Tuesday, April 3, 2018

Palace Boot Shop, located in downtown Houston from 1919-2005, and a little about Lucchese

Search though I did, I couldn’t turn up much information about Palace Boot Shop, in business in Houston, Texas, from 1919 until 2005. Eighty-seven years of making custom boots and performing wonders with boots in need of repair. Why would I know that Paul Newman was a customer of Palace Boots? Apparently, he was, according to an article in the Houston Chronicle, March 5, 2005. I found an another article about the closing of Palace, written by a Houston attorney for the February 26, 2005 edition of the Chronicle. He started buying boots at Palace in the early 1970s. However you do the math, that’s at least 30 years of patronage. Not only did Palace make boots, they carried brands like Lucchese of San Antonio, another maker with a proud history in Texas. Lucchese, founded in 1883 by Sam Lucchese, stayed in the family until 1970, when Lucchese’s grandson sold the company to Blue Bell, Incorporated, the parent company of Wrangler. I have owned a few pair of Lucchese boots, and hang on to them still, even though my cranky left foot just doesn’t want to spend any time at all in boots any more, even though there was a time when these very same pairs of boots were like putting your hand in a pair of buckskin gloves.
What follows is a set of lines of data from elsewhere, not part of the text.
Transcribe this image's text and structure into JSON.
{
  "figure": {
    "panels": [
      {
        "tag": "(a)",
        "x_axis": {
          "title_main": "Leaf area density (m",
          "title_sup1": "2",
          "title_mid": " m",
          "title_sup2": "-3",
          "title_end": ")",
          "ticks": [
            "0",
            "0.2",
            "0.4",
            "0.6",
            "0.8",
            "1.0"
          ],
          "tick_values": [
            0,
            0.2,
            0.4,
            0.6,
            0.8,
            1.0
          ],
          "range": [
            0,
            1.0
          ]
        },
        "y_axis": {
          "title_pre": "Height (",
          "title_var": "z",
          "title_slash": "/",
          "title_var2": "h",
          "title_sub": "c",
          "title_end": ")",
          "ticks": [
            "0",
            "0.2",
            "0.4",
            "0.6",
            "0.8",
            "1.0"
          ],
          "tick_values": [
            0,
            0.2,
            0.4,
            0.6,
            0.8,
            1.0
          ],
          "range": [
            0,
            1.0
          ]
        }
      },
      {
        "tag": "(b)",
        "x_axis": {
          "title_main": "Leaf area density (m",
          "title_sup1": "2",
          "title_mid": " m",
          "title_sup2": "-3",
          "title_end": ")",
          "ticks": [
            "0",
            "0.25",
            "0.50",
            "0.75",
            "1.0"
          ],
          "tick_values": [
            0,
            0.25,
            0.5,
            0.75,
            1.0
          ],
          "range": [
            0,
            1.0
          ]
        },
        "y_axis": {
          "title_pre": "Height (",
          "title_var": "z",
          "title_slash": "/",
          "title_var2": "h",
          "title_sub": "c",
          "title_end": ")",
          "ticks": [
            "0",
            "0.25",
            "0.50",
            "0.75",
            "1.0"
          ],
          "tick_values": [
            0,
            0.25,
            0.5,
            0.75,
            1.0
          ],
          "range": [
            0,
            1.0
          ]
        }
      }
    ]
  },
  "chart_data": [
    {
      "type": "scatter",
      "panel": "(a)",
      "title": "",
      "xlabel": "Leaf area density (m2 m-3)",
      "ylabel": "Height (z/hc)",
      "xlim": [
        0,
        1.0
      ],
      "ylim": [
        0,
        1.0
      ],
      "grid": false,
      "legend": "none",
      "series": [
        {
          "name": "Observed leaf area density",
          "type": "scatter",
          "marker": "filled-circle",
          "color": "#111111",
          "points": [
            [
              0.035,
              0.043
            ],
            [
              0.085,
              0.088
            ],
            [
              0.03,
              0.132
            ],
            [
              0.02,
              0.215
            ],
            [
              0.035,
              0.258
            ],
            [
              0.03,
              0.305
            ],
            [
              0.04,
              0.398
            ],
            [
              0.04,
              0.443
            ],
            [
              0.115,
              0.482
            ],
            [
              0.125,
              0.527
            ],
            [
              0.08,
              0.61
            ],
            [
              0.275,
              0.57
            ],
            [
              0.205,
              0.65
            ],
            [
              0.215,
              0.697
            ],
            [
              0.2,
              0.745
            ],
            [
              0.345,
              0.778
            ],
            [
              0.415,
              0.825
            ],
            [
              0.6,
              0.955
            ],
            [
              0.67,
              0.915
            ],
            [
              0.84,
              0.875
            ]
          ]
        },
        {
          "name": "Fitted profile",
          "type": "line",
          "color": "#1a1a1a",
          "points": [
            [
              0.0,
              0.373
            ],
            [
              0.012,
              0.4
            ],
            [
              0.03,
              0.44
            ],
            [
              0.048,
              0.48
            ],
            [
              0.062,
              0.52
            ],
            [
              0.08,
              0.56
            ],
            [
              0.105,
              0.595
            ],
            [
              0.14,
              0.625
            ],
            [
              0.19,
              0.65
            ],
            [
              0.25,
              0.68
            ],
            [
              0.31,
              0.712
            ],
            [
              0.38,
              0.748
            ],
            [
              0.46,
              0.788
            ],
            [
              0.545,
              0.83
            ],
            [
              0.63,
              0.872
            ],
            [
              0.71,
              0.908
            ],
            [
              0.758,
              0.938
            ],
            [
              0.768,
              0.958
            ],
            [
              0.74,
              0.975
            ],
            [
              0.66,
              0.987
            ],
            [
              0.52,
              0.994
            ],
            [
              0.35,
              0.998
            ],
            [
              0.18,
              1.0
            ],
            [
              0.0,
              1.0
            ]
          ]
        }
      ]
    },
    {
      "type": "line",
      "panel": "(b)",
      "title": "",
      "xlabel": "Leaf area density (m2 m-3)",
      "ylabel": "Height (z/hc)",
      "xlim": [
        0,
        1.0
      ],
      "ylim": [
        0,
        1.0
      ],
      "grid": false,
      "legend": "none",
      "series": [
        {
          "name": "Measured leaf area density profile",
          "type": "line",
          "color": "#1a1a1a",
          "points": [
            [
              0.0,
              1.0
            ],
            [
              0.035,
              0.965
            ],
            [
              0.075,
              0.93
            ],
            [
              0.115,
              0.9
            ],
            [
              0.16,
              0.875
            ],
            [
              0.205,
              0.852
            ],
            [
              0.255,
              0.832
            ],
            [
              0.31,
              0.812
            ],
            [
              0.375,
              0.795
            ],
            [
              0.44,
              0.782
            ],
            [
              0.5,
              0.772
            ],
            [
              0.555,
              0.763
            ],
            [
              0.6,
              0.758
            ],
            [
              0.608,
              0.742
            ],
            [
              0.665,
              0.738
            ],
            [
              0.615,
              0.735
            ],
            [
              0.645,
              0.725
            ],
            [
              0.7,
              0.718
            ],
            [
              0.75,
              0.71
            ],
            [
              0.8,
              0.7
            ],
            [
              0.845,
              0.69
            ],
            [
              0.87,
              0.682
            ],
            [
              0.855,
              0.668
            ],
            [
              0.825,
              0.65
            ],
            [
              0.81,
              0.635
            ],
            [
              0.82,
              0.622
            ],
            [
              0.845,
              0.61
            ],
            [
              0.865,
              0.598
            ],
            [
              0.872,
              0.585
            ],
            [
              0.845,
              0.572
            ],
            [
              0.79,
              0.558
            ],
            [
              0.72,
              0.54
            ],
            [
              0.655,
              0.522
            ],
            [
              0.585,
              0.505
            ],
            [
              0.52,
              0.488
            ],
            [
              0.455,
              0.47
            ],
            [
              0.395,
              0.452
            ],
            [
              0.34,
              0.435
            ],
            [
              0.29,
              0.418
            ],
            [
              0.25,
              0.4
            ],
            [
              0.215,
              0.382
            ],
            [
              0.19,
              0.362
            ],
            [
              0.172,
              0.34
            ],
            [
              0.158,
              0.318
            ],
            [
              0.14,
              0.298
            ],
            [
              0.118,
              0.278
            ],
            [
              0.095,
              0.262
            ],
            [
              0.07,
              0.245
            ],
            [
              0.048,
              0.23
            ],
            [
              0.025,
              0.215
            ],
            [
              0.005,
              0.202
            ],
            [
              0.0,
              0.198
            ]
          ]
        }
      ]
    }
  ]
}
The pair of boots pictured here are customs made by Palace Boot Shop. They weren’t made for me—I bought them second hand—but they fit me well, if only my feet would agree. This extreme “pointy-toed” model is called “cockroach killers” and “roach stompers” by some. According to an article by Joe Nick Patoski from June, 2002, “Your choice of toe reveals what kind of person you are. Rock stars and fashionmongers gravitate to pointy toes, also known as pin box toes, roach stompers, and fence climbers. Yes, they’re trendy, but they're actually the kind grandpa used to wear when he rode horses (the pointy toe makes it easier to stick the boot into the stirrup)."